Anthropic’s chief scientist Jared Kaplan is making some grave predictions about humanity’s future with AI.
The choice is ours, in his framing. For now, our fates are mostly in our hands, according to Kaplan — unless we decide to pass the proverbial baton to the machines, that is.
Such a point is fast approaching, he says in a new interview with The Guardian. By 2030, Kaplan predicts, or as soon as 2027, humanity will have to decide whether to take the “ultimate risk” of letting AI models train themselves. The ensuing “intelligence explosion” could elevate the tech to new heights, birthing a so-called artificial general intelligence (AGI) which equals or surpasses human intellect and benefits humankind with all sorts of scientific and medical advancements. Or it could allow AI’s power to snowball beyond our control, leaving us at the mercy of its whims.
“It sounds like a kind of scary process,” he told the newspaper. “You don’t know where you end up.”
Kaplan is one of many prominent figures in AI warning about the field’s potentially disastrous consequences. Geoffrey Hinton, one of the three so-called godfathers of AI, famously declared he regretted his life’s work, and has frequently warned about how AI could upend or even destroy society. OpenAI Sam Altman predicts that AI will will wipe out entire categories of labor. Kaplan’s boss, CEO Dario Amodei, recently warned AI could take over half of all entry-level white-collar jobs, and accused his competitors of “sugarcoating” just how badly AI will disrupt society.
It sounds like Kaplan agrees with his boss’s jobs assessment. AI will be able to do “most white-collar work” in two to three years, he said in the interview. And while’s he’s optimistic we’ll be able to keep AIs aligned to human interests, he’s also worried about the prospect of allowing powerful AI to train other AIs, a “an extremely high-stakes decision” we’ll have to make in the near future.
“That’s the thing that we view as maybe the biggest decision or scariest thing to do… once no one’s involved in the process, you don’t really know,” he told The Guardian. “One is do you lose control over it? Do you even know what the AIs are doing?”
To an extent, larger AI models are already used to train smaller AI models in a process called distillation, which allows the smaller AI to essentially catch up with its larger teacher. Kaplan, however, is worried about what’s termed recursive self-improvement, in which the AIs learn without human intervention and make substantial leaps in their capabilities.
Whether we allow that to happen comes down to some heavy philosophical questions about the tech.
“The main question there is: are the AIs good for humanity?” Kaplan said. “Are they helpful? Are they going to be harmless? Do they understand people? Are they going to allow people to continue to have agency over their lives and over the world?”
While AI’s dangers are real, Kaplan’s warnings warrant some careful unpacking. For one, they uphold the premise is that AI is already some of the most consequential and important tech ever made, regardless of whether existing AI systems represent the powerful autonomous machines warned of in so many a cautionary sci-fi tale — or are at least a meaningful stepping stone to getting there. The adage goes that there’s no such thing as bad publicity, and you can add that doomsaying, especially in the AI industry, is its own form of hype. Visions of apocalypse distract from AI’s more mundane consequences, like its staggering environmental toll, its flaunting of copyright laws, and its addictive, delusion-inducing cognitive effects.
Moreover, many AI experts, including some of the field’s foundational figures like Yann LeCun, don’t believe that the LLM architecture that underpins AI chatbots are capable of blossoming into the all-powerful, intelligent systems that figures like Kaplan are so worried about. It’s not even clear if AI is actually increasing productivity in the workplace, with some research suggesting the opposite — joining several notable attempts of bosses replacing their workers with AI agents but then rehiring them once the tools fail.
Kaplan conceded it’s possible that AI’s capabilities could stagnate. “Maybe the best AI ever is the AI that we have right now,” he mused. “But we really don’t think that’s the case. We think it’s going to keep getting better.”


Using the records that follow, reproduce exactly the lines starting at the line containing "in this screenshot." and ending at the line containing "Can you find human face?". Include both end lines and no pictures.

**SOURCE DATA:**
————————
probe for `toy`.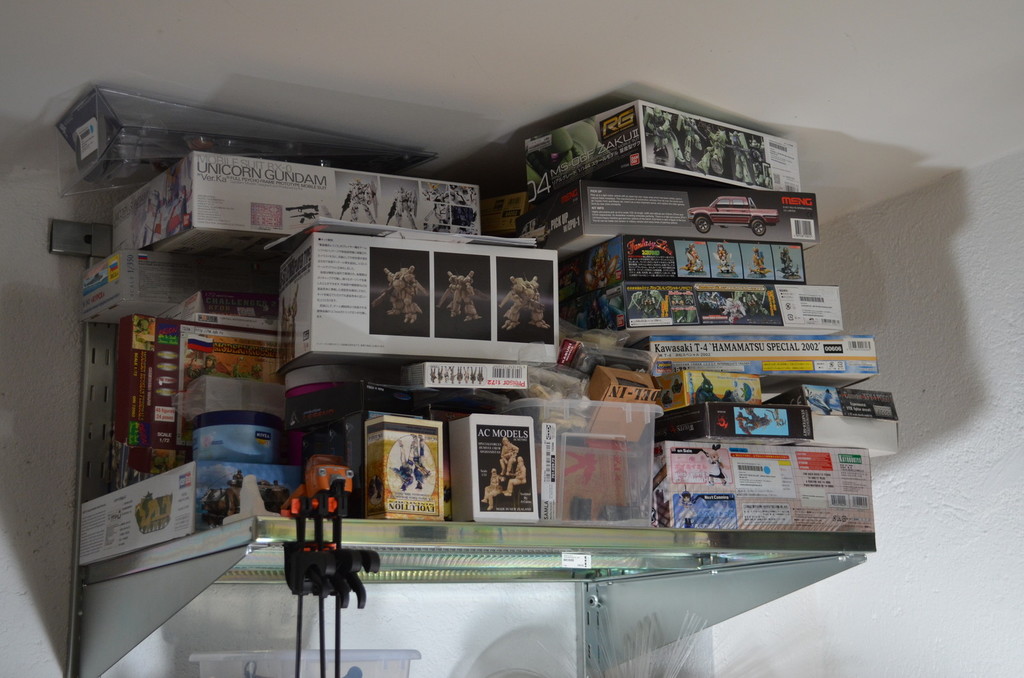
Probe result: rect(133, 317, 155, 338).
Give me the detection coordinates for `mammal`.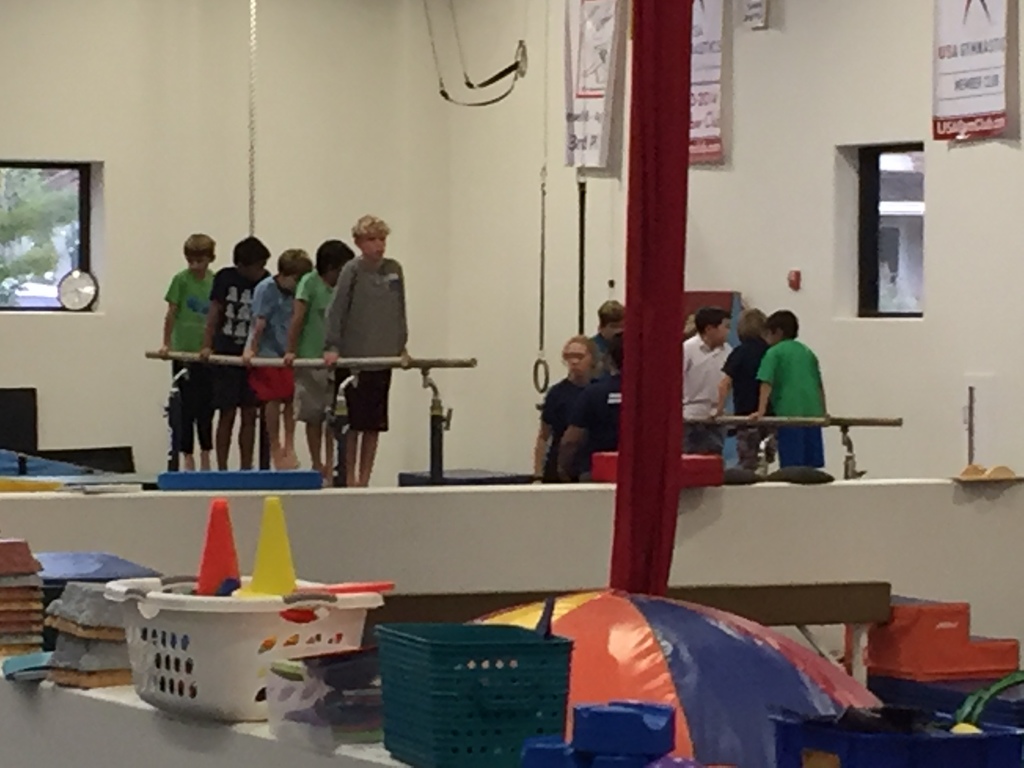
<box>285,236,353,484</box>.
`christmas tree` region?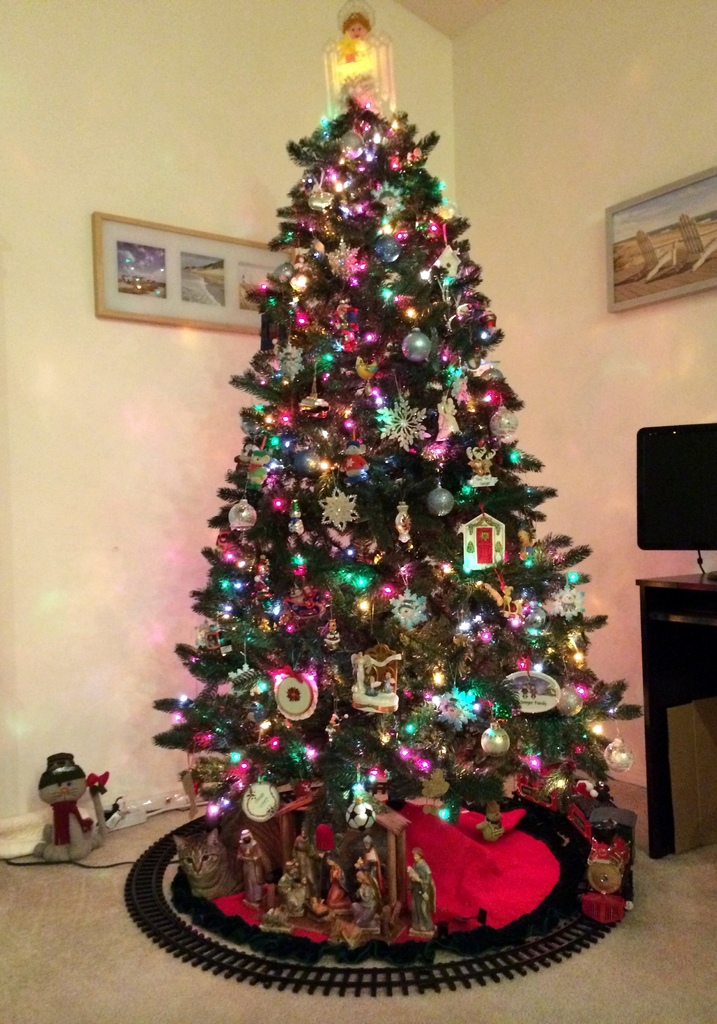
————————
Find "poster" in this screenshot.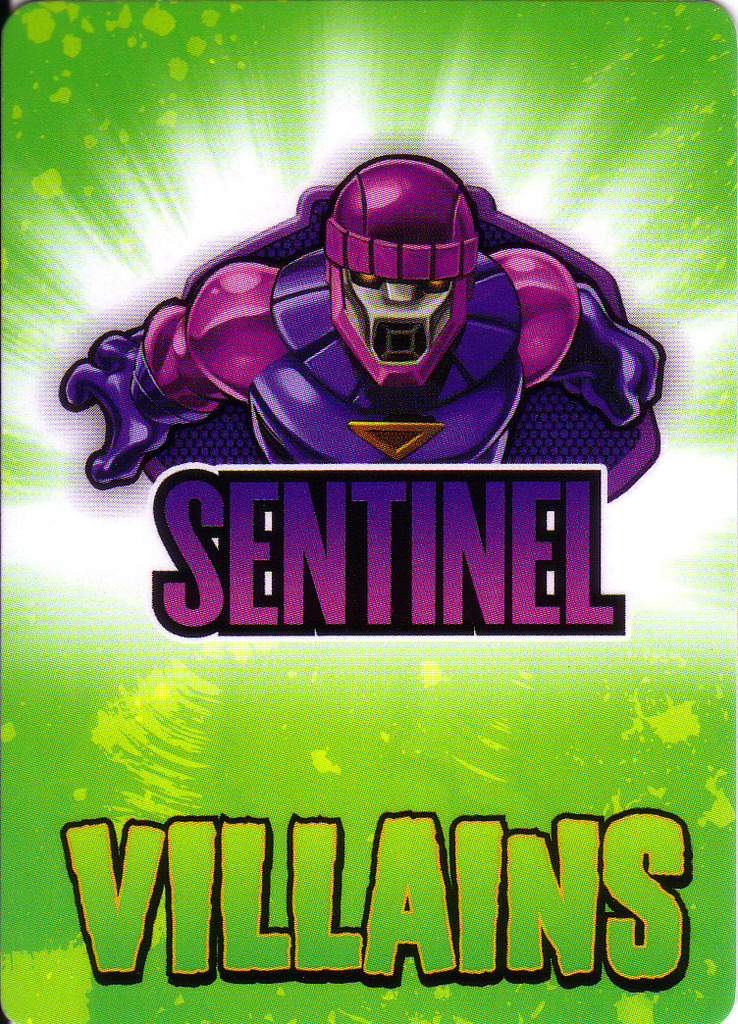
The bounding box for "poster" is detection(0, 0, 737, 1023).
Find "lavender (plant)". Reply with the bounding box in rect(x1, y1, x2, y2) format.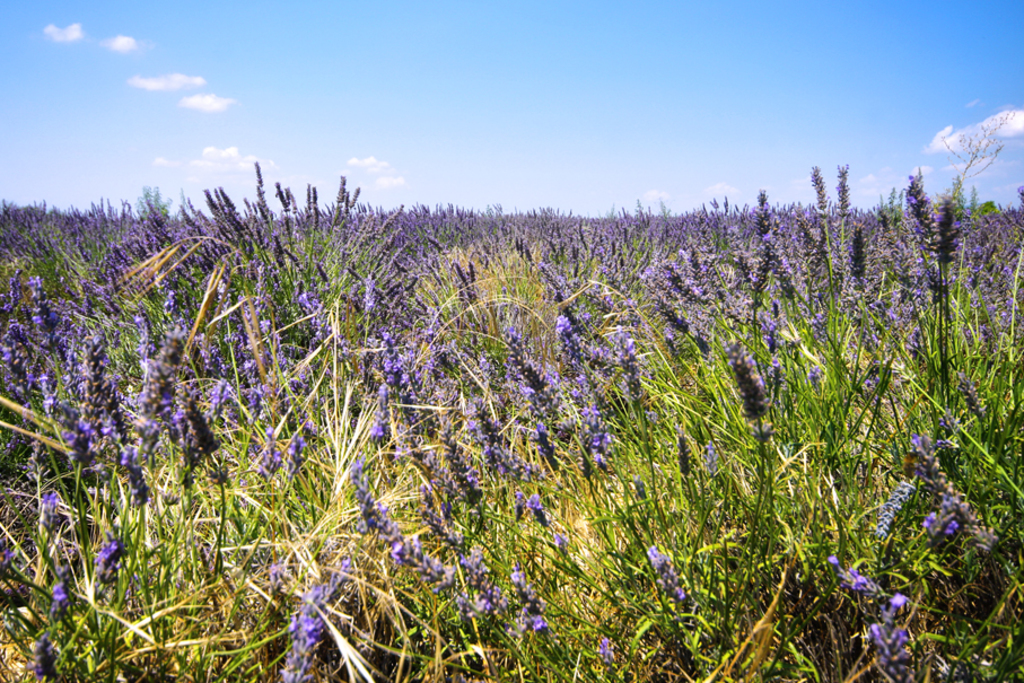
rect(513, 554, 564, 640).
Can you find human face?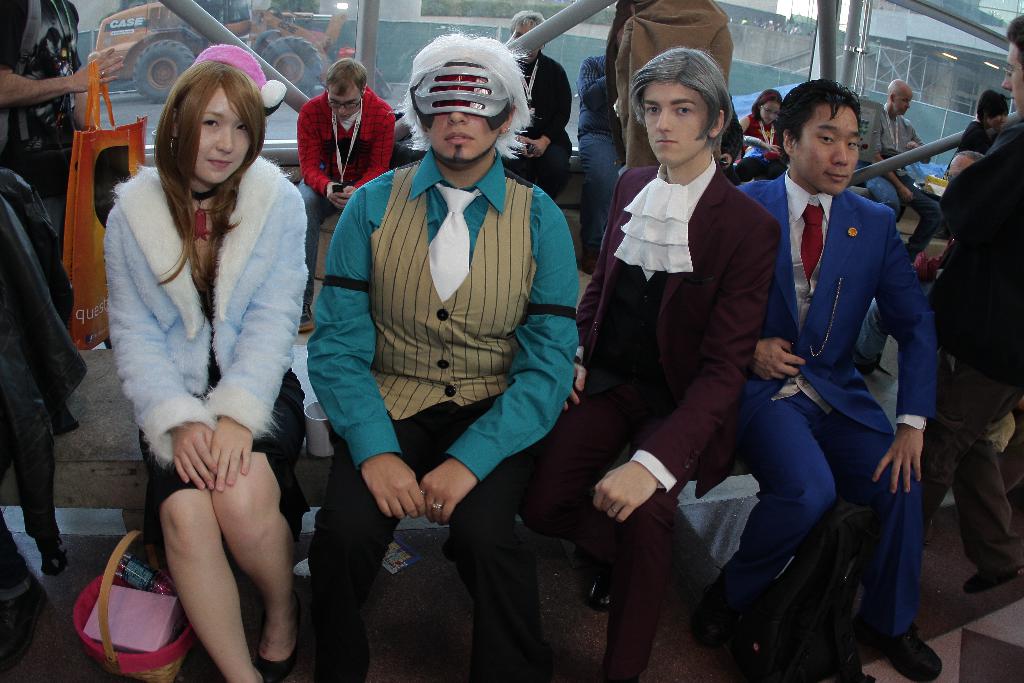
————————
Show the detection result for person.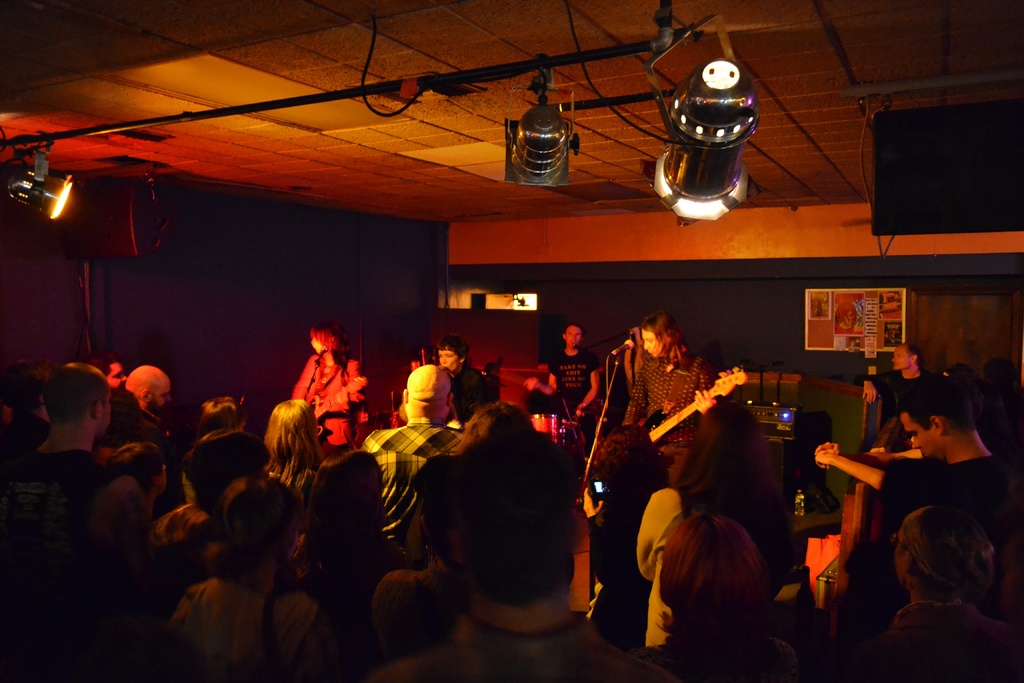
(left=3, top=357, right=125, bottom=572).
————————
**RESULT OF THIS TASK:**
Find "poster" in this screenshot.
The bounding box for "poster" is detection(0, 0, 737, 1023).
Find "lavender (plant)". Reply with the bounding box in rect(x1, y1, x2, y2) format.
rect(513, 554, 564, 640).
Can you find human face?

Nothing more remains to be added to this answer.